Dizzy Gillespie once said, but Gillespie vigorously objected to the
proposition that only black people could play jazz. "If you accept
that premise, well then what you're saying is that maybe black
people can only play jazz. And black people, like anyone else, can
be anything they want to be."
In Cats of Any Color, Gene Lees, the acclaimed author of three
previous collections of essays on jazz and popular music, takes a
long overdue look at the shocking pervasiveness of racism in jazz's
past and present--both the white racism that long ghettoized the
music and generations of talented black musicians, and what Lees
maintains is an increasingly virulent reverse racism aimed at white
jazz musicians. In candid interviews, living jazz legends, critics,
and composers step forward and share their thoughts on how racism
has affected their lives. Dave Brubeck, part Modoc Indian,
discusses native Americans' contribution to jazz and the deeply
ingrained racism that for a time made it all but impossible for
jazz groups with black and white players to book tours and
television appearances. Horace Silver looks back on his long
career, including the first time he ever heard jazz played live.
Blacks were not not allowed into the pavilion in Connecticut where
Jimmie Lunceford's band was performing, so the ten-year-old Silver
listened and watched through the wooden slats surrounding the
pavilion. "And oh man That was it " Silver recalls. Red Rodney
recalls his early days with Charlie "Bird" Parker, and pianist and
composer Cedar Walton tells of the time Duke Ellington played at
the army base at Ford Dix and allowed the young enlisted Walton to
sit in. Tracing the jazz world's shifting attitude towards race,
many of the stories Lees tells are inspiring--Brubeck cancelling 23
out of 25 concert dates in the South rather than replace black bass
player Eugene Wright, or Silver insisting that while he strives to
provide his fellow black musicians opportunities, "I just want the
best musicans I can get. I don't give a damn if they're pink or
polka dot." Others are profoundly disturbing--Lees' first encounter
with Oscar Peterson, after a Canadian barber flatly refused to cut
Peterson's hair, or Wynton Marsalis on television claiming that
blacks have been held back for so many years because the music
business is controlled by "people who read the Torah and stuff."
From the old shantytowns of Louisville, to the streets of South
Central L.A., to the up-to-the-minute controversies surrounding
Marsalis's jazz program at Lincoln Center, and the Jazz Masters
awards given by the NEA, Cats of Any Color confronts racism
head-on. At its heart is a passionate plea to recognize jazz not as
the sole property of any one group, but as an art form celebrating
the human spirit--not just for the protection of individual
musicians, but for the preservation of the music itself.

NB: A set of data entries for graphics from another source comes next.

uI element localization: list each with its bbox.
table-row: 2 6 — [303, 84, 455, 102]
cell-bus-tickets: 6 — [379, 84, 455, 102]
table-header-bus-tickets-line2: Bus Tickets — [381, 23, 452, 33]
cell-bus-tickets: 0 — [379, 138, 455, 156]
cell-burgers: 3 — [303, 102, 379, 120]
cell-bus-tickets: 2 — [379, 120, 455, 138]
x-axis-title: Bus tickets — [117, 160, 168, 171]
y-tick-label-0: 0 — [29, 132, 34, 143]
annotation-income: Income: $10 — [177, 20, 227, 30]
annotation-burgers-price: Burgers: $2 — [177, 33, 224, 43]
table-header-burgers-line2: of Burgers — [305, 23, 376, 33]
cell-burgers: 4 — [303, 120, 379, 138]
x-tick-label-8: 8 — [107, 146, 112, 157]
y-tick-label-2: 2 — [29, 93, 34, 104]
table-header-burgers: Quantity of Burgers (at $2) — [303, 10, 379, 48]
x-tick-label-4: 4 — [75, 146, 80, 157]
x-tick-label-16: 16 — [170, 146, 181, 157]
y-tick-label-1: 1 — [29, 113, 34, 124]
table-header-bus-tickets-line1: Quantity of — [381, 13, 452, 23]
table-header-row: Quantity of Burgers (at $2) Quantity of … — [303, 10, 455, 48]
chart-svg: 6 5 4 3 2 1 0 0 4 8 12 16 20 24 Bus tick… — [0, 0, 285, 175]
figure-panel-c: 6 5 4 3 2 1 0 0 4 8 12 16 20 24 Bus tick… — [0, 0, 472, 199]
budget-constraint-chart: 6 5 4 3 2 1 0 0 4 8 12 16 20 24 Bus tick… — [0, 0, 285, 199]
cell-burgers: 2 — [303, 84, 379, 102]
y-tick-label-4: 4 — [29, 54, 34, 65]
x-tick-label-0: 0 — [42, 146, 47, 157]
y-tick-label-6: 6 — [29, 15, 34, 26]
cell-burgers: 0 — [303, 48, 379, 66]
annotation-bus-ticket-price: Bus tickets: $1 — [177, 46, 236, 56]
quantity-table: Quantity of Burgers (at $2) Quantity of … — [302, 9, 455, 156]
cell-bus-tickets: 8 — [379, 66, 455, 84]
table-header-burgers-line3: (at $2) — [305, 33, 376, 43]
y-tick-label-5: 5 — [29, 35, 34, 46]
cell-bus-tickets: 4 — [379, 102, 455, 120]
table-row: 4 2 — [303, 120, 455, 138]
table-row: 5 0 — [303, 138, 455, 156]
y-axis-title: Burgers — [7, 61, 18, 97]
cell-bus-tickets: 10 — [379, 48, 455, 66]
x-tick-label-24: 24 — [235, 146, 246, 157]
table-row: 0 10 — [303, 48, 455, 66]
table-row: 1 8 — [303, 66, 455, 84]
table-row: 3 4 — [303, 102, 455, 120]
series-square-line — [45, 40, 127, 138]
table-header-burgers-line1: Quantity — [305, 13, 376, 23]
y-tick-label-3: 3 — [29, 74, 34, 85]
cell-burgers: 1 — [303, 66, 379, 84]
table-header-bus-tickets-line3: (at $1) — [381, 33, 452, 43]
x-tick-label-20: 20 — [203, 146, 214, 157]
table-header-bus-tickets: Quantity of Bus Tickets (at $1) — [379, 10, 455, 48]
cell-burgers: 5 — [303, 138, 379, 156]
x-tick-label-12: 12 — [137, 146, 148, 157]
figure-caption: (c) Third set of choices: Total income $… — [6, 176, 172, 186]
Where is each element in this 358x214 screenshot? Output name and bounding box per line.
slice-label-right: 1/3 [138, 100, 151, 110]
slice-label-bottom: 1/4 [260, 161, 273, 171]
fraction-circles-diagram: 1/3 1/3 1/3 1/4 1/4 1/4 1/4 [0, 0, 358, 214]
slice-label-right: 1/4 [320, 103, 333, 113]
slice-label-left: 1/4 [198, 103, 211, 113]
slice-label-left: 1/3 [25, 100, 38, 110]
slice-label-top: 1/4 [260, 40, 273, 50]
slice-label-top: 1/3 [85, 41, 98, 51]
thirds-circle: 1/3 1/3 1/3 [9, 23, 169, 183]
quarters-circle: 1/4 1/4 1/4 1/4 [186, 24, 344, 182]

Chet Atkins called Lenny Breau (1941-1984) "the greatest guitarist
who ever walked the face of the earth." Breau's astonishing
virtuosity influenced countless performers, but unfortunately it
came at the expense of his personal relationships. Ron
Forbes-Roberts analyzes Breau and his recordings to reveal an
enormously gifted man and the inner workings of his music.
In candid interviews, jazz players, composers and critics share
their thoughts on how racism has affected their lives. Gene Lees
points out that many jazz musicians have been at least in part
Native Americans, but the Indian contribution has never been
acknowledged. Dave Brubeck, who himself has Indian ancestors,
describes how racism long made it all but impossible for jazz
groups composed of white and black players to book tours. And
Horace Silver recalls listening as a boy to the black Jimme
Lunceford band through the wooden slats of a Connecticut pavilion
to which blacks were not admitted - except as performers.